The fourth byte continues to stay at 0x90 for all conditions.
[/update]
The next two bytes are the temperature value. The temperature is encoded as the lower 7 bits of both bytes with the most significant bit being an even parity bit. The MSB will be set if required to insure an even number of bits are set to 1 in the byte. If the least significant seven bits have an even number of 1 bits set the MSB will be 0, otherwise the MSB will be set to 1 to insure an even number of bits.
The last byte is a simple running sum, modulo 256, of the previous 6 data bytes.
Code to capture and decode the bit stream can be found at my github repo.
I’ve created a spreadsheet ProbeX6.xls to paste the decoded data into to check the checksum of each transmission and decode the temperature data.
Decoded data from four different probes is shown here. The data is formatted as hex codes decoded and emitted by the Pro Mini followed by the same data in binary format, and then the calculated temperature.

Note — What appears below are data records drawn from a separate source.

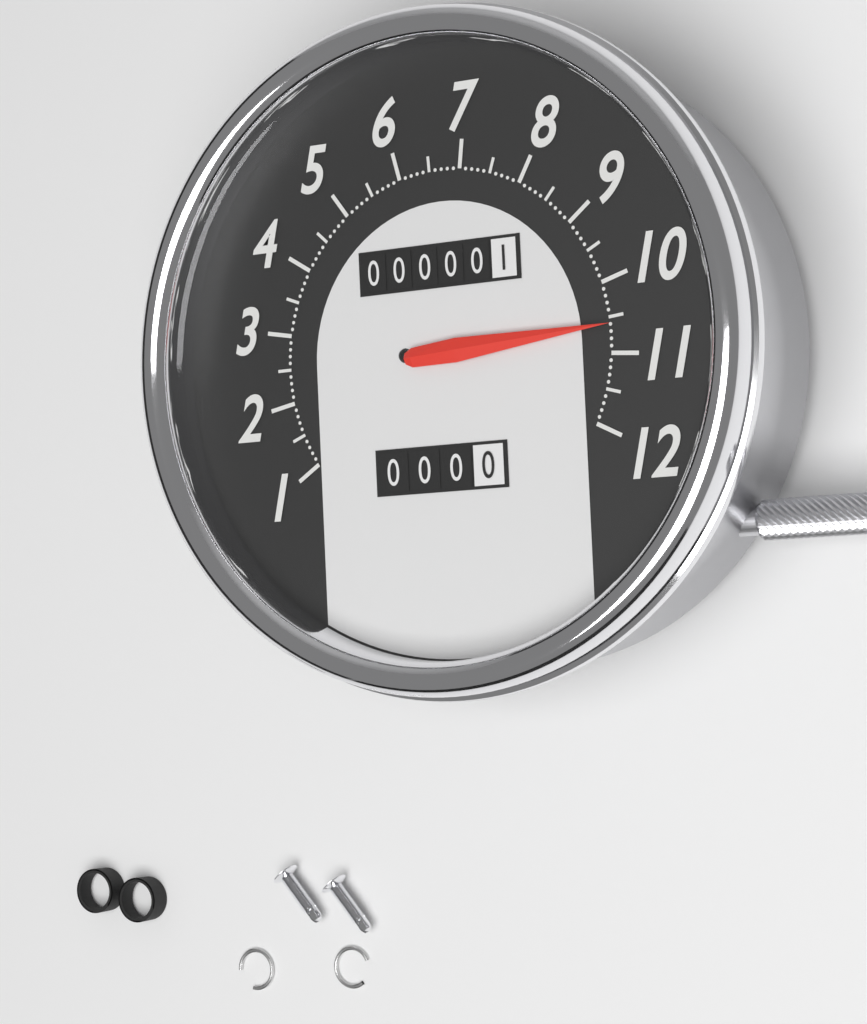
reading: 10.6 (no unit)
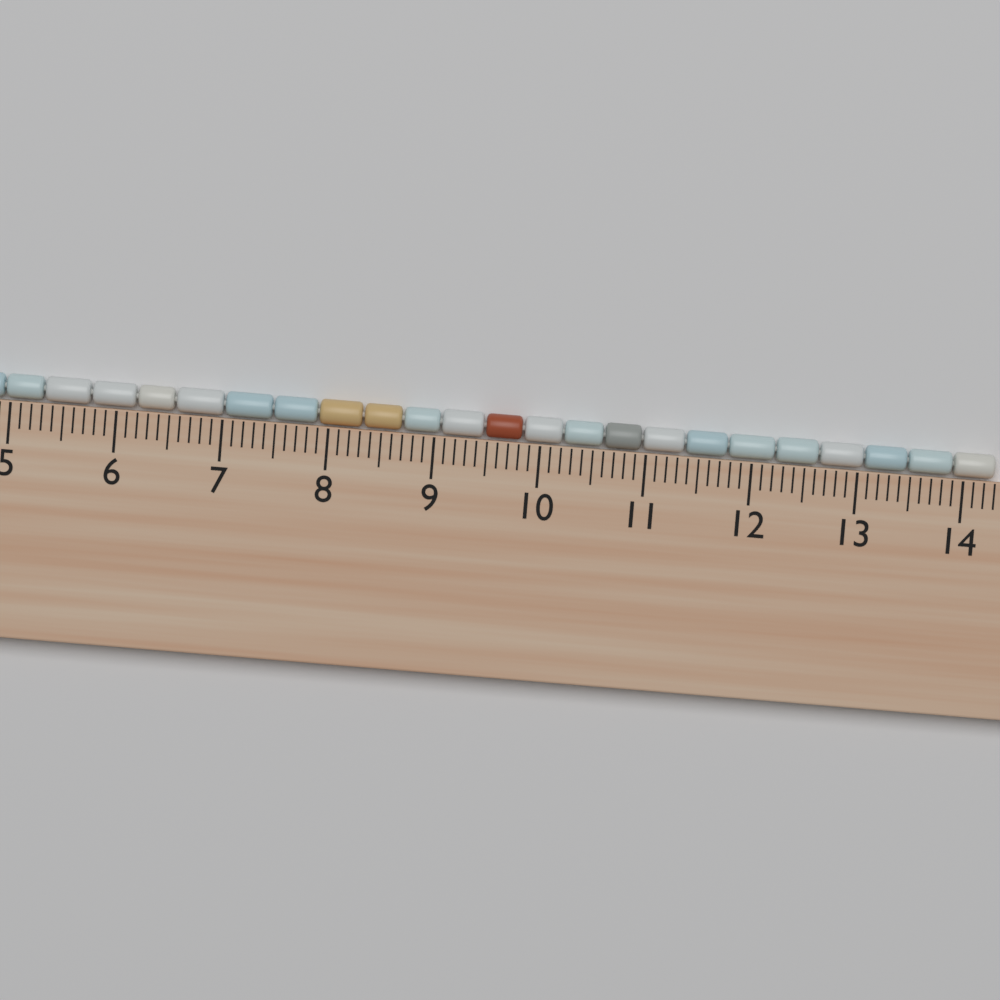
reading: 14.3 cm
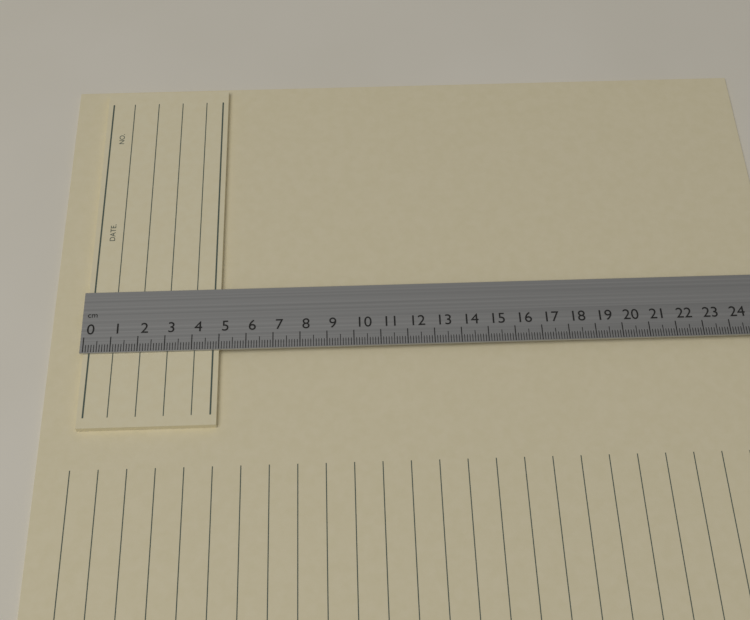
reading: 5.0 cm
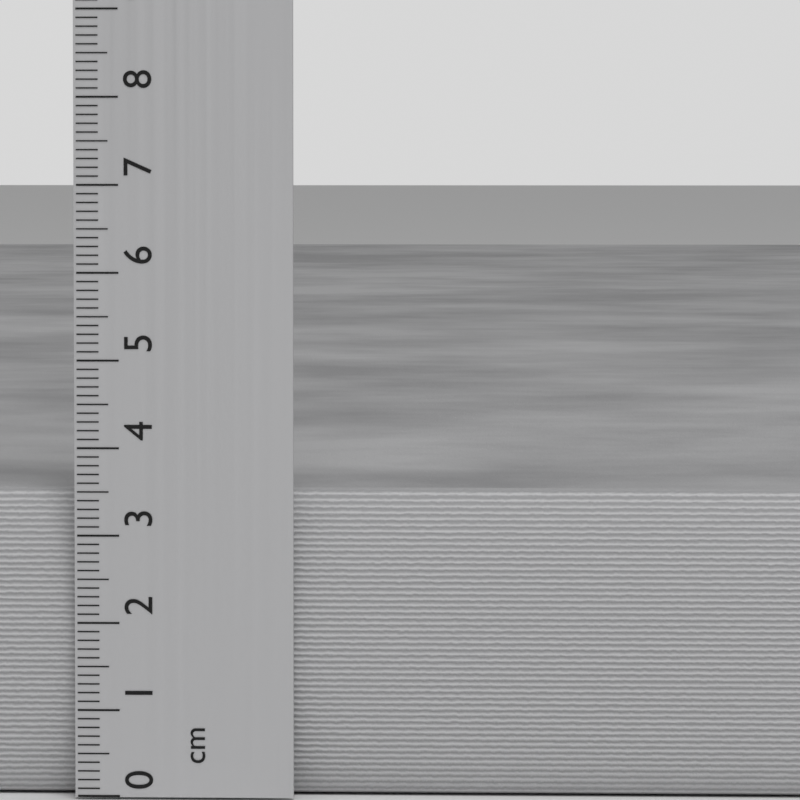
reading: 3.5 cm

One thing to keep in mind is that each probe requires a “correction factor” to convert from the probe reading to the correct temperature. After having such success with this portion of the project I went out and purchased three more probe / base station modules. I checked all six probes and each had a different offset to convert from sensor reading to actual temperature.
The next step is to pull the data into a RasPi and create a presentation layer to map temperatures around my house. The first part of this project, the reverse engineering and decoding of the 00592TX protocol was a blast. I expect the next phase of the project, the RasPi and data warehousing to be just as much fun.